Figure 3.2: Examples of spike-triggered directional tuning. A-C: Tuning curves (up-per panels) and flow charts of reverse correlograms (lower panel) for three example cells. The color code of the flow charts reflects the probability that a particular direction (in different rows) is correlated with spike counts at time ∆t. High/ low values at negative time bins therefore reflect that the respective directions preceded spikes at the given time with a higher/lower probability. Slicing the flow chart cor-relograms at the peak response across directions (red line) reveals the directional tuning of the neuron. The upper panel illustrates these spike-triggered tuning curves (dotted red line: fitted Gaussian models; straight red line: observed values). Blue lines illustrate the tuning obtained for the same cell with the classical method (aver-age firing rates to directions of motion shown for extended time periods (>800ms)).

The high overlap of the tuning curves obtained with different measures validates the motion reverse correlation method. Grey straight and dashed lines reflects the mean and two times the noise (standard deviation) of the correlogram (computed as average of values in the positive time range), which provide a statistical tool to accept response estimates as statistically significantly different from random counts.

The examples illustrate an almost perfect overlap of directional tuning obtained with different methods.
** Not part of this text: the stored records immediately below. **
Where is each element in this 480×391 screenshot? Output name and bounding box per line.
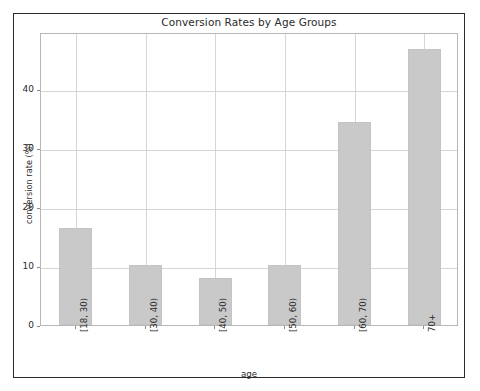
y-axis-tick-label: 0: [8, 321, 34, 330]
gridline-horizontal: [41, 268, 457, 269]
plot-area: [40, 33, 458, 326]
y-axis-tick-mark: [37, 208, 41, 209]
x-axis-tick-mark: [354, 326, 355, 330]
gridline-horizontal: [41, 209, 457, 210]
gridline-horizontal: [41, 91, 457, 92]
x-axis-tick-label: [40, 50): [218, 298, 228, 332]
x-axis-tick-mark: [75, 326, 76, 330]
gridline-horizontal: [41, 150, 457, 151]
x-axis-tick-label: 70+: [427, 314, 437, 332]
x-axis-tick-label: [18, 30): [79, 298, 89, 332]
y-axis-tick-label: 10: [8, 262, 34, 271]
x-axis-tick-label: [60, 70): [358, 298, 368, 332]
y-axis-tick-mark: [37, 90, 41, 91]
x-axis-label: age: [40, 369, 458, 379]
x-axis-tick-mark: [423, 326, 424, 330]
y-axis-tick-mark: [37, 267, 41, 268]
x-axis-tick-mark: [214, 326, 215, 330]
y-axis-tick-mark: [37, 326, 41, 327]
x-axis-tick-mark: [145, 326, 146, 330]
x-axis-tick-label: [50, 60): [288, 298, 298, 332]
y-axis-tick-mark: [37, 149, 41, 150]
x-axis-tick-label: [30, 40): [149, 298, 159, 332]
chart-title: Conversion Rates by Age Groups: [40, 16, 458, 28]
y-axis-tick-label: 40: [8, 85, 34, 94]
y-axis-label: conversion rate (%): [24, 143, 34, 224]
bar: [338, 122, 371, 325]
figure-canvas: Conversion Rates by Age Groups 010203040…: [0, 0, 480, 391]
x-axis-tick-mark: [284, 326, 285, 330]
bar: [408, 49, 441, 325]
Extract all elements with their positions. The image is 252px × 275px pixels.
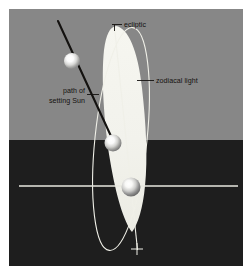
sun-horizon (105, 135, 122, 152)
sun-upper (64, 53, 80, 69)
sun-lower (122, 178, 141, 197)
label-path-of-setting-sun-line1: path of (63, 87, 85, 95)
zodiacal-light-diagram: ecliptic zodiacal light path of setting … (0, 0, 252, 275)
label-zodiacal-light: zodiacal light (156, 77, 198, 85)
label-path-of-setting-sun-line2: setting Sun (49, 97, 85, 105)
label-ecliptic: ecliptic (124, 21, 146, 29)
figure-root: ecliptic zodiacal light path of setting … (0, 0, 252, 275)
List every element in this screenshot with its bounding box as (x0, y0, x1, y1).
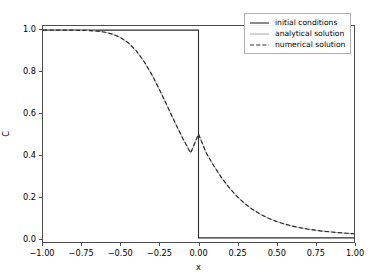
x-tick-label: 0.25 (229, 249, 247, 257)
x-tick-label: 1.00 (346, 249, 364, 257)
y-tick-label: 0.4 (8, 151, 36, 159)
x-tick-label: −0.75 (69, 249, 94, 257)
x-tick-label: 0.75 (307, 249, 325, 257)
x-tick-mark (81, 243, 82, 246)
x-tick-label: −0.25 (147, 249, 172, 257)
y-axis-label: C (1, 131, 11, 137)
y-tick-label: 0.2 (8, 193, 36, 201)
x-tick-mark (316, 243, 317, 246)
figure-canvas: 0.00.20.40.60.81.0 −1.00−0.75−0.50−0.250… (0, 0, 370, 279)
legend-label: analytical solution (275, 30, 344, 38)
x-tick-label: −1.00 (29, 249, 54, 257)
x-tick-mark (42, 243, 43, 246)
legend-entry: analytical solution (249, 28, 345, 39)
x-axis-label: x (42, 262, 355, 272)
legend-box: initial conditionsanalytical solutionnum… (244, 13, 351, 54)
x-tick-label: −0.50 (108, 249, 133, 257)
x-tick-mark (277, 243, 278, 246)
plot-lines (43, 26, 354, 242)
y-tick-label: 1.0 (8, 25, 36, 33)
y-tick-label: 0.8 (8, 67, 36, 75)
x-tick-label: 0.50 (268, 249, 286, 257)
y-tick-label: 0.0 (8, 235, 36, 243)
legend-entry: numerical solution (249, 39, 345, 50)
x-tick-mark (199, 243, 200, 246)
x-tick-mark (355, 243, 356, 246)
legend-label: initial conditions (275, 19, 337, 27)
x-tick-mark (159, 243, 160, 246)
legend-line-sample-icon (249, 29, 270, 39)
x-tick-label: 0.00 (189, 249, 207, 257)
x-tick-mark (238, 243, 239, 246)
legend-entry: initial conditions (249, 17, 345, 28)
x-tick-mark (120, 243, 121, 246)
legend-label: numerical solution (275, 41, 345, 49)
legend-line-sample-icon (249, 40, 270, 50)
legend-line-sample-icon (249, 18, 270, 28)
y-tick-label: 0.6 (8, 109, 36, 117)
plot-area (42, 25, 355, 243)
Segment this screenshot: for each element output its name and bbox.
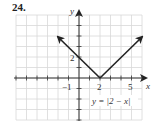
y-axis-label: y — [69, 6, 74, 16]
graph: y x −1 2 5 2 y = |2 − x| — [0, 0, 156, 127]
tick-label-neg1: −1 — [62, 82, 72, 92]
tick-label-2: 2 — [97, 82, 102, 92]
tick-label-5: 5 — [128, 82, 133, 92]
x-axis-label: x — [145, 81, 150, 91]
tick-label-y2: 2 — [70, 53, 75, 63]
equation-label: y = |2 − x| — [91, 96, 131, 106]
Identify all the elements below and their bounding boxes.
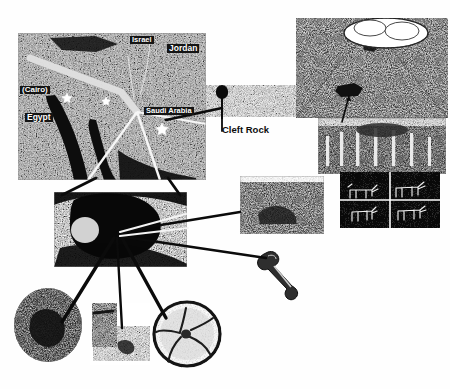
connector-mountain-to-columns [342,96,349,122]
map-label-jordan: Jordan [167,44,199,53]
standing-pillar [90,303,150,365]
cleft-rock-ridge [206,86,336,117]
connector-map-to-summit-right [168,178,180,195]
figure-artwork [0,0,450,389]
split-boulder [14,288,82,362]
rocky-outcrop [240,176,324,234]
connector-lines [62,96,351,328]
map-label-egypt: Egypt [25,113,53,122]
connector-summit-to-pillar [117,238,122,328]
connector-summit-to-outcrop [118,212,240,232]
map-label-israel: Israel [130,36,154,44]
figure-canvas: Israel Jordan (Cairo) Egypt Saudi Arabia… [0,0,450,389]
cleft-rock-label: Cleft Rock [222,124,269,135]
circular-altar [152,300,222,368]
connector-summit-to-bone [118,236,266,258]
connector-summit-to-round-altar [122,238,166,318]
bovine-petroglyphs [340,172,440,228]
blackened-summit [54,192,187,267]
stone-columns-altar [318,118,446,174]
connector-map-to-summit-left [62,178,96,195]
cleft-rock-pin [216,85,228,119]
bone-artifact [258,252,298,300]
map-label-cairo: (Cairo) [20,86,50,94]
smoking-mountain [296,18,448,118]
connector-summit-to-boulder [62,238,114,322]
map-label-saudi-arabia: Saudi Arabia [144,107,194,115]
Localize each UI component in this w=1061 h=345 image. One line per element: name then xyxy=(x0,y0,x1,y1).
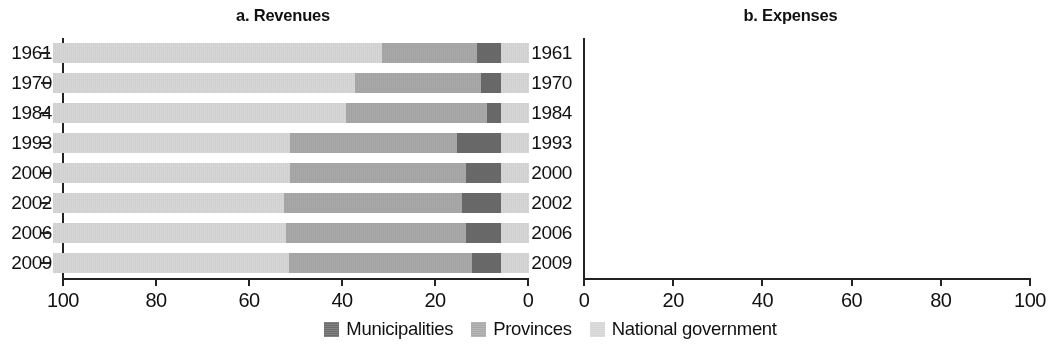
x-axis-tick-label: 40 xyxy=(752,289,773,312)
year-label: 2000 xyxy=(530,158,578,188)
panel-b-category-axis xyxy=(583,38,585,280)
x-axis-tick-label: 80 xyxy=(145,289,166,312)
bar-segment-national-government xyxy=(53,133,290,153)
year-label: 1993 xyxy=(530,128,578,158)
x-axis-tick xyxy=(248,278,250,286)
bar-segment-provinces xyxy=(284,193,462,213)
x-axis-tick-label: 60 xyxy=(841,289,862,312)
panel-b-title: b. Expenses xyxy=(530,6,1061,25)
bar-row xyxy=(53,128,501,158)
year-label: 2002 xyxy=(530,188,578,218)
x-axis-tick xyxy=(155,278,157,286)
stacked-bar xyxy=(53,253,501,273)
bar-row xyxy=(53,98,501,128)
row-tick xyxy=(41,112,50,114)
x-axis-tick-label: 60 xyxy=(238,289,259,312)
bar-segment-municipalities xyxy=(466,223,501,243)
bar-segment-provinces xyxy=(382,43,477,63)
panel-a-year-labels: 19611970198419932000200220062009 xyxy=(0,38,58,278)
row-tick xyxy=(41,232,50,234)
row-tick xyxy=(41,202,50,204)
bar-row xyxy=(53,38,501,68)
panel-b-value-axis xyxy=(583,278,1031,280)
bar-segment-municipalities xyxy=(457,133,501,153)
legend-item-provinces: Provinces xyxy=(471,318,572,340)
bar-segment-national-government xyxy=(53,253,289,273)
x-axis-tick xyxy=(434,278,436,286)
year-label: 1970 xyxy=(530,68,578,98)
x-axis-tick xyxy=(851,278,853,286)
bar-segment-municipalities xyxy=(466,163,501,183)
panel-b-year-labels: 19611970198419932000200220062009 xyxy=(530,38,578,278)
bar-segment-provinces xyxy=(290,133,457,153)
stacked-bar xyxy=(53,223,501,243)
bar-row xyxy=(53,248,501,278)
bar-segment-municipalities xyxy=(472,253,501,273)
stacked-bar xyxy=(53,73,501,93)
stacked-bar xyxy=(53,193,501,213)
legend-label: National government xyxy=(612,318,777,340)
x-axis-tick-label: 0 xyxy=(523,289,534,312)
bar-segment-national-government xyxy=(53,223,286,243)
row-tick xyxy=(41,82,50,84)
row-tick xyxy=(41,262,50,264)
row-tick xyxy=(41,142,50,144)
x-axis-tick xyxy=(341,278,343,286)
bar-row xyxy=(53,158,501,188)
stacked-bar xyxy=(53,103,501,123)
x-axis-tick xyxy=(62,278,64,286)
bar-segment-provinces xyxy=(286,223,467,243)
bar-segment-municipalities xyxy=(462,193,501,213)
stacked-bar xyxy=(53,43,501,63)
x-axis-tick xyxy=(527,278,529,286)
x-axis-tick xyxy=(761,278,763,286)
panel-b-bar-rows xyxy=(53,38,501,278)
row-tick xyxy=(41,172,50,174)
panel-b-plot-area xyxy=(53,38,501,278)
stacked-bar xyxy=(53,163,501,183)
stacked-bar xyxy=(53,133,501,153)
legend-item-national-government: National government xyxy=(590,318,777,340)
legend-swatch-icon xyxy=(324,322,339,337)
x-axis-tick xyxy=(1029,278,1031,286)
x-axis-tick-label: 80 xyxy=(930,289,951,312)
legend-swatch-icon xyxy=(590,322,605,337)
x-axis-tick-label: 0 xyxy=(579,289,590,312)
bar-segment-municipalities xyxy=(481,73,501,93)
bar-segment-provinces xyxy=(290,163,466,183)
x-axis-tick xyxy=(672,278,674,286)
bar-row xyxy=(53,68,501,98)
panel-expenses: b. Expenses xyxy=(530,0,1061,310)
bar-segment-municipalities xyxy=(477,43,501,63)
bar-segment-national-government xyxy=(53,193,284,213)
legend: MunicipalitiesProvincesNational governme… xyxy=(0,318,1061,340)
bar-segment-national-government xyxy=(53,163,290,183)
stacked-bar-figure: a. Revenues 1961197019841993200020022006… xyxy=(0,0,1061,345)
legend-swatch-icon xyxy=(471,322,486,337)
year-label: 2006 xyxy=(530,218,578,248)
x-axis-tick-label: 40 xyxy=(331,289,352,312)
row-tick xyxy=(41,52,50,54)
bar-row xyxy=(53,188,501,218)
year-label: 1961 xyxy=(530,38,578,68)
legend-label: Provinces xyxy=(493,318,572,340)
x-axis-tick-label: 100 xyxy=(47,289,79,312)
bar-segment-national-government xyxy=(53,43,382,63)
x-axis-tick-label: 100 xyxy=(1014,289,1046,312)
bar-row xyxy=(53,218,501,248)
x-axis-tick-label: 20 xyxy=(424,289,445,312)
bar-segment-provinces xyxy=(289,253,472,273)
bar-segment-national-government xyxy=(53,103,346,123)
bar-segment-municipalities xyxy=(487,103,501,123)
panel-a-value-axis xyxy=(62,278,529,280)
year-label: 2009 xyxy=(530,248,578,278)
legend-label: Municipalities xyxy=(346,318,453,340)
bar-segment-provinces xyxy=(355,73,480,93)
legend-item-municipalities: Municipalities xyxy=(324,318,453,340)
year-label: 1984 xyxy=(530,98,578,128)
panel-a-title: a. Revenues xyxy=(0,6,530,25)
x-axis-tick-label: 20 xyxy=(663,289,684,312)
bar-segment-provinces xyxy=(346,103,488,123)
x-axis-tick xyxy=(583,278,585,286)
x-axis-tick xyxy=(940,278,942,286)
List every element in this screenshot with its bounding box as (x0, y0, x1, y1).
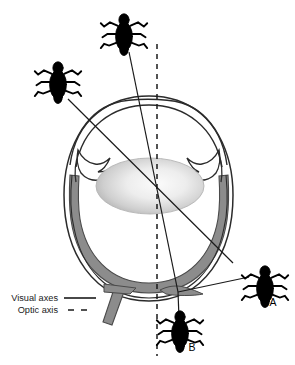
legend: Visual axes Optic axis (11, 293, 96, 315)
bug-right-A (242, 266, 288, 308)
label-A: A (269, 296, 276, 308)
legend-label-visual-axes: Visual axes (11, 293, 58, 303)
legend-item-visual-axes: Visual axes (11, 293, 96, 303)
eye-diagram: A B Visual axes Optic axis (0, 0, 295, 365)
figure-canvas: A B Visual axes Optic axis (0, 0, 295, 365)
legend-item-optic-axis: Optic axis (18, 305, 92, 315)
bug-bottom-B (157, 311, 203, 353)
bug-left (35, 62, 81, 104)
optic-nerve (103, 289, 125, 325)
bug-top (101, 14, 147, 56)
legend-label-optic-axis: Optic axis (18, 305, 59, 315)
lens (96, 158, 204, 214)
label-B: B (188, 341, 195, 353)
eye-globe (64, 96, 233, 325)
The third example (C) illustrates that the method also works well on single neurons with a notable baseline firing rate and a tuning of a lower signal-to-noise ratio (than in the first two cases). Note that in the examples shown, the spike-triggered average tuning was obtained in trials interleaved with the RF mapping experiment, while the classical method was always run prior to the mapping experiment.

with both methods: Figure 3.1, C, plots the distribution of the difference in degrees of the preferred direction derived from the Gaussian fit to the responses of the standard and the reverse-correlation method. Note that only cells were included for the comparison of the Gaussian parameters for which at least three trials could be obtained for at least eight direction. The histogram illustrates strong agreement on the direction tuning of individual cells (no significant difference between conditions, t-test, p>0.05). This point is further illustrated by the single neuron examples shown in figure 3.2. Analysis of the responses to the MRC stimulus also provided an estimate of the latency of individual neurons: The peak value of the reverse correlograms over the sample of 55 cells occured on average at -107ms (± 5.6ms)

indicating that most spikes are elicited 107ms after the preferred direction of the neuron was shown. This response latency estimate fits well to the average sensory latency reported for area MT, which is in the range of about 75 to 100msec for moving stimuli which simultaneously entails a motion-onset and a luminance-onset (87msec for large field moving RDPs, Raiguel et al. (1999); 94msec for moving bars, Raiguel et al. (1989); and about 75msec for flashed light bars, Schmolensky et al.

(1998)). In summary, the set of recorded neurons was fine tuned for the direction of motion, measured with different methods and at different time points and a high degree of consistency of results from both methods. The narrow tuning curves with an average Gaussian sigma of 48.4o, together with a sensory peak-response latency of on average 107ms reflect properties expected for neurons in area MT.